Cherry-Burrell and APV (now under SPX FLOW) batch pasteurizers run dairy, juice, and specialty product through a hot-hold then a chill phase. The chill side is where we see service calls — same diagnostic logic as a jacketed kettle, with brand-specific quirks worth knowing.
Cherry-Burrell pasteurizers — including legacy units installed in the 1980s and 90s — are still operating across Florida specialty food and dairy plants. The cooling section uses chilled water through the jacket, with a hot-water boost for product that needs a controlled hot-hold step.
Most original installations now run replacement controls (often Allen-Bradley or Watlow PID) bolted onto the original mechanical platform. Field service requires understanding both layers.
APV batch processors share the same architecture: jacketed vessel, agitator, controlled cool-down. Spare parts continue to flow through SPX FLOW for current models; legacy units may need cross-reference for replacement gaskets, valves, and trap assemblies.
We work APV batch units across Tampa Bay specialty food customers — sauce, marinade, dressing producers.
Chilled-water supply temperature drift (chiller-side). Jacket fouling on heavy product. Steam-trap failure on the boost loop preventing condensate clear. PID drift on retrofitted controls. Same diagnostic order as a generic jacketed kettle, with brand-specific spare-part numbers.
Spare parts: keep a steam-trap rebuild kit, a jacket-supply solenoid, and a PID battery on stock for any plant running multiple batch processors.
Pasteurization is a regulatory process under FDA 21 CFR 117 with specific time-temperature requirements per product. Cool-down records are part of the lot file. Make sure the record system captures both the hold and the chill curve.
Continuous monitoring at 60-second intervals is the standard auditors want to see. ColdSentry™ probes go directly into the vessel for product-temperature record.
Mechanical platforms (vessel, jacket, agitator drive) on Cherry-Burrell units routinely run 30+ years. Controls are the renewable part. A controls modernization runs $8,000–22,000 depending on scope and is usually the right call before vessel replacement.
Vessel replacement is a major capex — $60,000–180,000 installed for typical specialty-food sizes. Plan it on a multi-year horizon, not as a reactive purchase.
Most cooling-side parts (solenoids, traps, valves, sensors) are stocked or available within 1–3 days. Specialty parts (gaskets, PID modules for older units) may run 1–3 weeks. Plan the maintenance window accordingly.
Suncoast Cold Systems carries common spares for Cherry-Burrell and APV cooling-side service across Tampa Bay.
Yes through SPX FLOW for current and many legacy models. Older units may require cross-reference. Plan lead time for non-standard parts.
Usually yes if the platform is mechanically sound. Modern controls produce auditable records, integrate with ArcticOS™, and reduce drift-induced batch losses. ROI typically 18–30 months.
Suncoast Cold Systems handles the cooling-side: chilled water, jacket cooling, refrigeration loop. Steam boilers and steam piping are typically a separate trade. Coordinate both for full pasteurizer service.
The loop is chilled water; the chiller producing the chilled water typically runs R-410A, R-454B, or for older units R-404A. AIM Act timing applies to the chiller, not the pasteurizer itself.
FrostIQ™ pulls Florida DBPR data and is built for restaurants. Pasteurizers in food manufacturing are FDA-regulated; ColdSentry™ continuous monitoring and ArcticOS™ records are the right tools.
Suncoast Cold Systems handles process refrigeration and cooling for specialty food manufacturers across Tampa, St. Petersburg, Clearwater, Brandon, Riverview, Temple Terrace, and Wesley Chapel. 24/7 dispatch. Licensed Class A A/C Contractor (FL #CAC1824642), EPA 608 Universal, OSHA 30 Construction.
The generic diagnostic that applies to batch pasteurizers.
Aseptic-side cooling and process refrigeration notes.
The federal regime for pasteurization records.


Task goal
Pictures excluded, copy every record that follows exactly as it appears.

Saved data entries
───
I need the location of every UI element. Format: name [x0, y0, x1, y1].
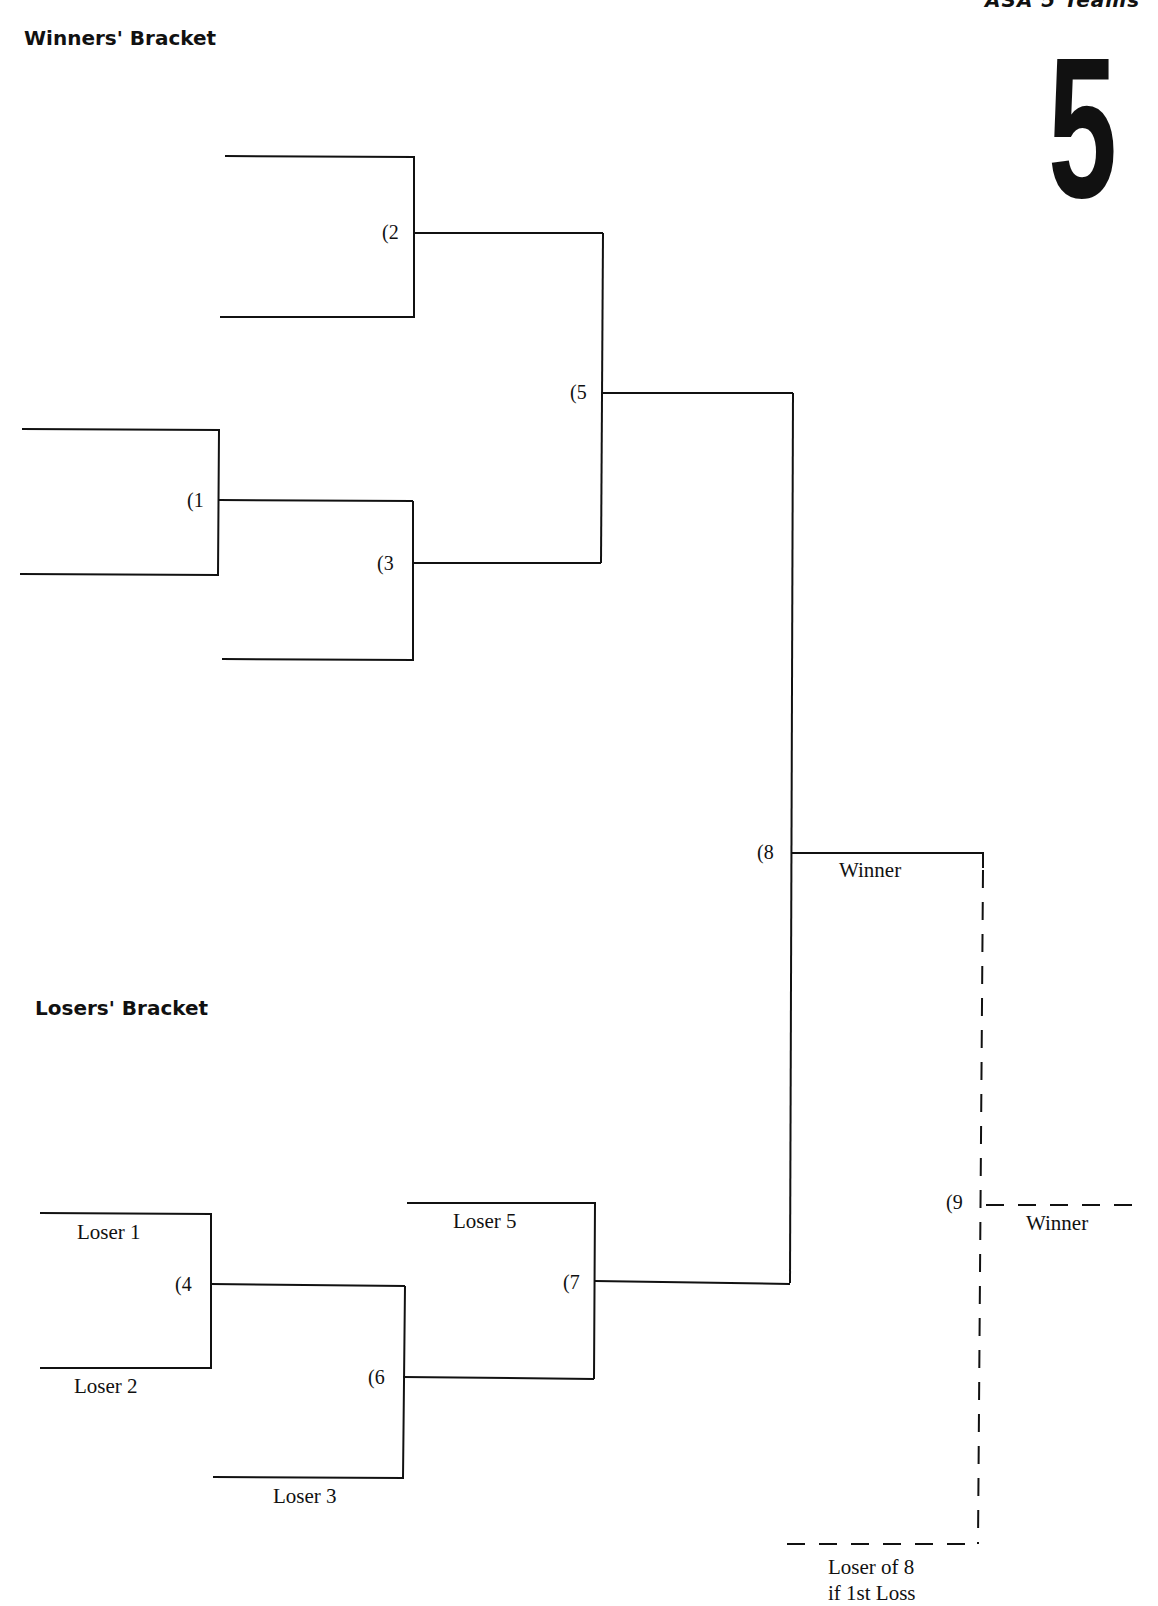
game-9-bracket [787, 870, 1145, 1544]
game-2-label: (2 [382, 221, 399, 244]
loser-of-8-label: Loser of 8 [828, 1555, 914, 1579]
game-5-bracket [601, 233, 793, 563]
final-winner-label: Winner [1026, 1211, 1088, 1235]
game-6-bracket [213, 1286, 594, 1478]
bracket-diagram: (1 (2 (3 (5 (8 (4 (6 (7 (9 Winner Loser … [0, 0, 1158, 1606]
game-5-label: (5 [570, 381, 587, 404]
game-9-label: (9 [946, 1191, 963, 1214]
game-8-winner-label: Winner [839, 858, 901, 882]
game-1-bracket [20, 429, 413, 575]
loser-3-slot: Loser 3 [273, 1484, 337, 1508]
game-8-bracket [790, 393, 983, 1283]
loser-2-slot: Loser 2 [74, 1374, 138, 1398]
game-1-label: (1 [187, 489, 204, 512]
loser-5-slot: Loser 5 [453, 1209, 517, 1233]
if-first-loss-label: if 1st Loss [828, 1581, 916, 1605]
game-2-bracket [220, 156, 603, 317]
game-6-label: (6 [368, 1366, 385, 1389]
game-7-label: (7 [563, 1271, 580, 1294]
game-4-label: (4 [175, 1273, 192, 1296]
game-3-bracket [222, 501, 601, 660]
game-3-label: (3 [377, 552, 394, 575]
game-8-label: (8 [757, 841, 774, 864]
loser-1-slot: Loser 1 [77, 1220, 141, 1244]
───
Task solution
I need the location of every UI element. Format: name [x0, y0, x1, y1].
game-9-bracket [787, 870, 1145, 1544]
game-2-label: (2 [382, 221, 399, 244]
loser-of-8-label: Loser of 8 [828, 1555, 914, 1579]
game-5-bracket [601, 233, 793, 563]
final-winner-label: Winner [1026, 1211, 1088, 1235]
game-6-bracket [213, 1286, 594, 1478]
bracket-diagram: (1 (2 (3 (5 (8 (4 (6 (7 (9 Winner Loser … [0, 0, 1158, 1606]
game-5-label: (5 [570, 381, 587, 404]
game-9-label: (9 [946, 1191, 963, 1214]
game-8-winner-label: Winner [839, 858, 901, 882]
game-1-bracket [20, 429, 413, 575]
loser-3-slot: Loser 3 [273, 1484, 337, 1508]
game-8-bracket [790, 393, 983, 1283]
loser-2-slot: Loser 2 [74, 1374, 138, 1398]
game-1-label: (1 [187, 489, 204, 512]
loser-5-slot: Loser 5 [453, 1209, 517, 1233]
if-first-loss-label: if 1st Loss [828, 1581, 916, 1605]
game-2-bracket [220, 156, 603, 317]
game-6-label: (6 [368, 1366, 385, 1389]
game-7-label: (7 [563, 1271, 580, 1294]
game-4-label: (4 [175, 1273, 192, 1296]
game-3-bracket [222, 501, 601, 660]
game-3-label: (3 [377, 552, 394, 575]
game-8-label: (8 [757, 841, 774, 864]
loser-1-slot: Loser 1 [77, 1220, 141, 1244]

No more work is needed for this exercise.